Have been thinking a great deal on the similarities between folklore and conspiracy theories, as being grassroots stories we tell ourselves and one another to make sense of the world. I maintain that folklore, conspiracy theories, and what we call “disinformation” etc. are all part & parcel of the same phenomenon: the hyperreal, where the blending of fact & fiction are seamless and more or less indistinguishable.

Have also been reading Corkery’s excellent 1924 classic, “Hidden Ireland,” which has lead me to fill in a lot of gaps around my knowledge of Irish history, such as the Flight of the Earls, the Plantation of Ulster, the Tudor Conquest of Ireland, the decline of the Bardic Schools, and so on. There’s a story in Irish history which was used for centuries to establish or challenge the legitimacy of rulers, that of the founding of Ireland by the quasi-mythical Milesians.

From the Wikipedia:

Professor Dáithí Ó hÓgain writes that the “account of how the sons of Míl took Ireland was a literary fabrication, but it was accepted as conventional history by poets and scholars down until the 19th century”.[3] For centuries, the legend was used in Ireland to win and secure dynastic and political legitimacy. For example, in his Two bokes of the histories of Ireland (1571), Edmund Campion tried to use the myth to establish an ancient right of the British monarch to rule Ireland. […]

Geoffrey Keating‘s Foras Feasa ar Éirinn (written c.1634) used the myth to promote the legitimacy of the Stuart claim to royal authority in Ireland (related to the origin of the Lia Fáil), demonstrating that Charles I was descended, through Brian Boru, Éber and Galamh, from Noah and, ultimately, from Adam.

Whether we call this narrative warfare or just another example of the hyperreal, the end result is the same: people using stories – and changing stories – to justify their own position or to attack the position of another. It all sounds eerily familiar, and it’s clear how deeply penetrating these types of stories can be as guiding myths in cultures.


:: The problem ::
Only the lines that hold "Being" should be in the answer, each copied from the data below.

········

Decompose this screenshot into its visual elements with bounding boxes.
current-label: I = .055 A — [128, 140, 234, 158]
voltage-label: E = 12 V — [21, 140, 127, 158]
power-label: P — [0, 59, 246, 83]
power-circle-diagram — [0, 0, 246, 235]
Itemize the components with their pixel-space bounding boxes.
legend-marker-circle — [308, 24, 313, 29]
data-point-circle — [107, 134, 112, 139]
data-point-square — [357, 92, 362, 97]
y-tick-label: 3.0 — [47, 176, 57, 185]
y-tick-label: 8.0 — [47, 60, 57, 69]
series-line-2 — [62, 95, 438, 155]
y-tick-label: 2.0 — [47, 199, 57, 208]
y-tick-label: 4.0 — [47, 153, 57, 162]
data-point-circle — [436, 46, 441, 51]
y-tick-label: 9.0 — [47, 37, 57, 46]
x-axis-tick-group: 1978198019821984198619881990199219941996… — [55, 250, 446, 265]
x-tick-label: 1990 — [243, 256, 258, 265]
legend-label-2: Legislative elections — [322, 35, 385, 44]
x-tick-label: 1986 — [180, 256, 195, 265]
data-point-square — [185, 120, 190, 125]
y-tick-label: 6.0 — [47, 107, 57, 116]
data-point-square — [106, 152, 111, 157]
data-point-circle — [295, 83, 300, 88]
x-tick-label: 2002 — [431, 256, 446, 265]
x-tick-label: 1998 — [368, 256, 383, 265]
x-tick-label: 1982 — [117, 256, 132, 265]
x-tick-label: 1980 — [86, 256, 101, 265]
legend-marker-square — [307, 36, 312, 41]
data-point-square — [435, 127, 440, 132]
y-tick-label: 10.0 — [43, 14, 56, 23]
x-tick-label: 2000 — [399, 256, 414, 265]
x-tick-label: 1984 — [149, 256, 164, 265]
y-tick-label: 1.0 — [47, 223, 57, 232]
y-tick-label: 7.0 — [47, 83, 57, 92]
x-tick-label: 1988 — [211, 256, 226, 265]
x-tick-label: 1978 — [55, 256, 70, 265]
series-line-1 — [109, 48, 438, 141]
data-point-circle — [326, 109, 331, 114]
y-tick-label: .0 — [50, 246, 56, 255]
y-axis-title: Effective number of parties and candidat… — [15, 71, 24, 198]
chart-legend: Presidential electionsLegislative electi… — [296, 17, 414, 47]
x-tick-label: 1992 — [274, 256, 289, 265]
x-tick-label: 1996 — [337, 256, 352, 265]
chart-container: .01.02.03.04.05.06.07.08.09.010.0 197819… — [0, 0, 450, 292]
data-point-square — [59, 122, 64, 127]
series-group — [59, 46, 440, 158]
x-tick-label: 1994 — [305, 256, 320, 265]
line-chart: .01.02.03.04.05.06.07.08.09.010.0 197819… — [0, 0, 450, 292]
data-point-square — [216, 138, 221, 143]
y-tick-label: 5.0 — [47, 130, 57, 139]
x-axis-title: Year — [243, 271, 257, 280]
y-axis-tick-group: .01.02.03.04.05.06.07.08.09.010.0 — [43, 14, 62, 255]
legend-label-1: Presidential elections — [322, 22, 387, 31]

········

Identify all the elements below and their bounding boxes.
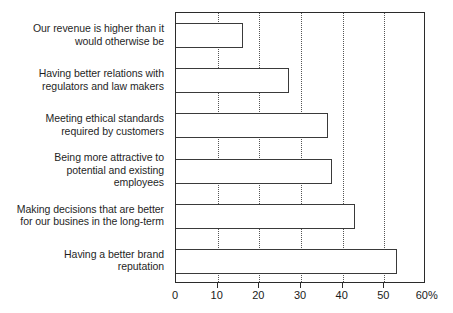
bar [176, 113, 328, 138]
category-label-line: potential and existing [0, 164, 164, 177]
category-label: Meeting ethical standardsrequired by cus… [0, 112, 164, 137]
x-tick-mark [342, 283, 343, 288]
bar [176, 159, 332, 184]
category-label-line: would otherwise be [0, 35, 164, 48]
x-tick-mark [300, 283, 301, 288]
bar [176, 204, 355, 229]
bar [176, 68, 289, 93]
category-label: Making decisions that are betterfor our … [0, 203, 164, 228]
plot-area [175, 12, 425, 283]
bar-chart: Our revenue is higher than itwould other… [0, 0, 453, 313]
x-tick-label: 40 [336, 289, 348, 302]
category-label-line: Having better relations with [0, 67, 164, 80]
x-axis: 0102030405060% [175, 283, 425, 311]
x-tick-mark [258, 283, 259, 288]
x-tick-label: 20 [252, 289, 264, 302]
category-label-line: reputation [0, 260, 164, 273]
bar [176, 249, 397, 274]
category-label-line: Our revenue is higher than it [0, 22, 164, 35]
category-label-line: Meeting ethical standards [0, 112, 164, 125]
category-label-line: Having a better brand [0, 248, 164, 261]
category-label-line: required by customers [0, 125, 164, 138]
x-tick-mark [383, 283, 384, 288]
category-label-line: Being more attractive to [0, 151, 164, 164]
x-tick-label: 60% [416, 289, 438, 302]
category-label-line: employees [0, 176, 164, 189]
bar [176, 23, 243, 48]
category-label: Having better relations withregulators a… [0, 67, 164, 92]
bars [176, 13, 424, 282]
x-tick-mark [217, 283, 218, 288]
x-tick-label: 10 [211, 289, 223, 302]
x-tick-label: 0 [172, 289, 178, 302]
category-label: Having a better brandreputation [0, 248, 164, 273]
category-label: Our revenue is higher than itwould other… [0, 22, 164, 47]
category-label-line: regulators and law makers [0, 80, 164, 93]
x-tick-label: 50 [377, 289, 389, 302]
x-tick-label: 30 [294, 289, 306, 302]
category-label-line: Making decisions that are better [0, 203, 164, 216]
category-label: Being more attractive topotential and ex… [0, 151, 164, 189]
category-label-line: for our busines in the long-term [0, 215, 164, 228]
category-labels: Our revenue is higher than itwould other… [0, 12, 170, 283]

········

:: Exercise result ::
category-label-line: Being more attractive to [0, 151, 164, 164]
category-label: Being more attractive topotential and ex… [0, 151, 164, 189]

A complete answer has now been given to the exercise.